The characters are deeper, the jokes are more relevant (if less frequent), the scares are bigger (and darker, and loom larger), and Wong even has a thing or two to say about the nature of mass hysteria.
Spiders comes highly recommended.
0 of 0 people found the following review helpful.
Don't bother unless you're a huge fan of the first book. But maybe not even then.
By Ozymandius
Can't recommend. This book is "John Dies At The End" only with all the good and new stuff gone. JDAtE was good because you can tell Dave's been dreaming up this world for a long time. With Spiders, we've already been there.
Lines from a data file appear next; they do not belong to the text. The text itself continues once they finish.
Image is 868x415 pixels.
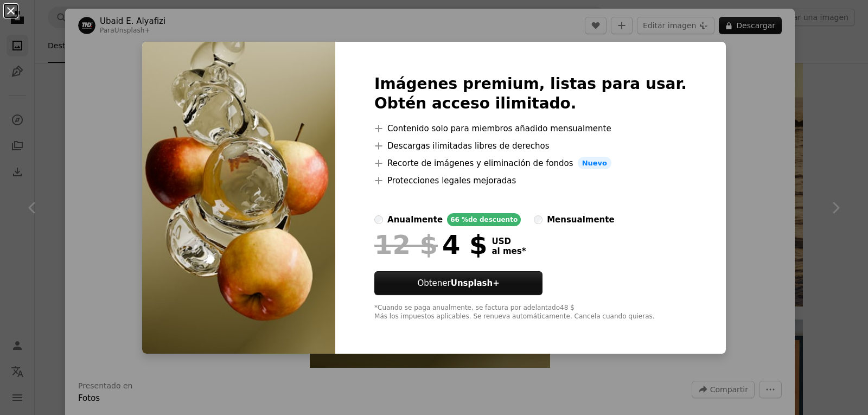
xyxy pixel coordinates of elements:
li: Recorte de imágenes y eliminación de fondos [375,157,687,170]
input: anualmente66 %de descuento [375,215,383,224]
strong: Unsplash+ [451,278,500,288]
span: Nuevo [578,157,611,170]
button: ObtenerUnsplash+ [375,271,543,295]
span: USD [491,237,526,246]
h2: Imágenes premium, listas para usar. Obtén acceso ilimitado. [375,74,687,113]
span: 12 $ [375,230,438,258]
li: Descargas ilimitadas libres de derechos [375,139,687,152]
div: mensualmente [547,213,614,226]
span: al mes * [491,246,526,256]
div: *Cuando se paga anualmente, se factura por adelantado 48 $ Más los impuestos aplicables. Se renue... [375,303,687,321]
div: 66 % de descuento [447,213,521,226]
img: premium_photo-1757478677055-85288730a5c2 [142,41,335,354]
input: mensualmente [534,215,543,224]
li: Contenido solo para miembros añadido mensualmente [375,122,687,135]
li: Protecciones legales mejoradas [375,174,687,187]
div: 4 $ [375,230,487,258]
div: anualmente [387,213,443,226]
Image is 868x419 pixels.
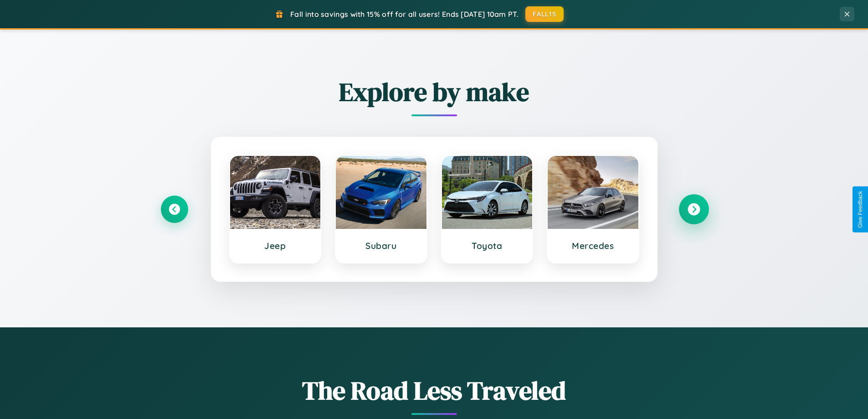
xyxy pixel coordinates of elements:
[451,240,524,251] h3: Toyota
[239,240,311,251] h3: Jeep
[345,240,417,251] h3: Subaru
[290,10,519,18] span: Fall into savings with 15% off for all users! Ends [DATE] 10am PT.
[161,373,707,408] h1: The Road Less Traveled
[525,6,563,22] button: FALL15
[857,191,864,228] div: Give Feedback
[161,75,707,109] h2: Explore by make
[557,240,629,251] h3: Mercedes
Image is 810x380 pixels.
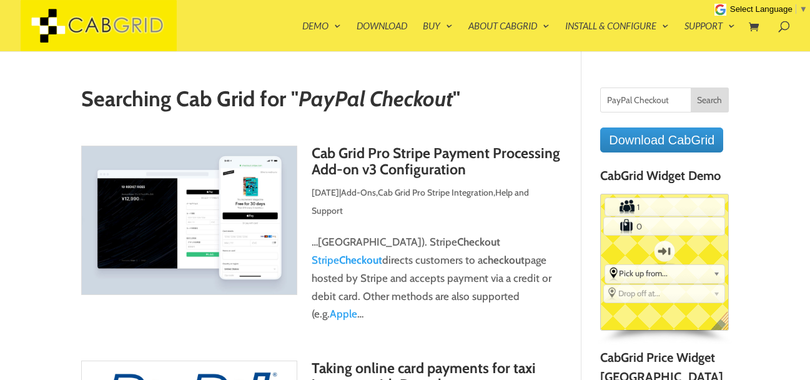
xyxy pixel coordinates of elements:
img: Cab Grid Pro Stripe Payment Processing Add-on v3 Configuration [81,145,298,295]
strong: Checkout [457,235,500,248]
a: Apple [330,307,357,320]
iframe: chat widget [732,302,810,361]
input: Number of Suitcases [634,217,694,234]
strong: checkout [483,254,525,266]
span: ▼ [799,4,807,14]
span: Drop off at... [618,288,708,298]
span: …[GEOGRAPHIC_DATA]). Stripe directs customers to a page hosted by Stripe and accepts payment via ... [312,235,551,320]
em: PayPal Checkout [298,86,453,112]
h1: Searching Cab Grid for " " [81,87,562,117]
label: Number of Suitcases [604,218,634,234]
h4: CabGrid Widget Demo [600,169,729,189]
a: Download CabGrid [600,127,723,152]
input: Number of Passengers [635,198,694,214]
strong: Checkout [339,254,382,266]
a: Select Language​ [730,4,807,14]
div: Select the place the destination address is within [604,285,724,301]
span: Pick up from... [619,268,708,278]
a: CabGrid Taxi Plugin [21,17,177,31]
a: Download [357,21,407,51]
a: About CabGrid [468,21,550,51]
a: Support [684,21,735,51]
a: StripeCheckout [312,254,382,266]
a: Cab Grid Pro Stripe Integration [378,187,493,198]
span: Select Language [730,4,792,14]
div: Select the place the starting address falls within [605,265,724,281]
label: One-way [646,235,683,266]
a: Help and Support [312,187,529,216]
a: Add-Ons [341,187,376,198]
span: [DATE] [312,187,339,198]
a: Cab Grid Pro Stripe Payment Processing Add-on v3 Configuration [312,144,560,177]
a: Demo [302,21,341,51]
input: Search [691,87,729,112]
a: Buy [423,21,453,51]
p: | , , [81,184,562,229]
label: Number of Passengers [605,199,634,215]
h4: CabGrid Price Widget [600,350,729,370]
a: Install & Configure [565,21,669,51]
span: English [711,311,738,339]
The story is muddied, inconsistent and has no motivation.
The plot is basically the heroes being thrown around by situations and scooby-dooing the ending. Monsters appear when needed, heroes escape at the right time or is saved at the right time, there's no agency to any character, they do stuff because the plot demands it. Its practically insulting because the two main characters really only escapes when they need to and not by their own actions.
Did I mention monsters appearing to scare you, then inconsistently, doesn't come back when the heroes are around? There's that, but there's also jump scares. Every other chapter ends or begins in a jump scare. In a book. Dave, jump scares work in movies and can be added to scripts, but they don't work with books. Especially not if you keep doing it. "Dave turns the corner, and a sees the bloody maw of a monster!" Then chapter ends and you find out its just a statue of a monster. (example, not a real excerpt, but shit like this happens a lot in this book.)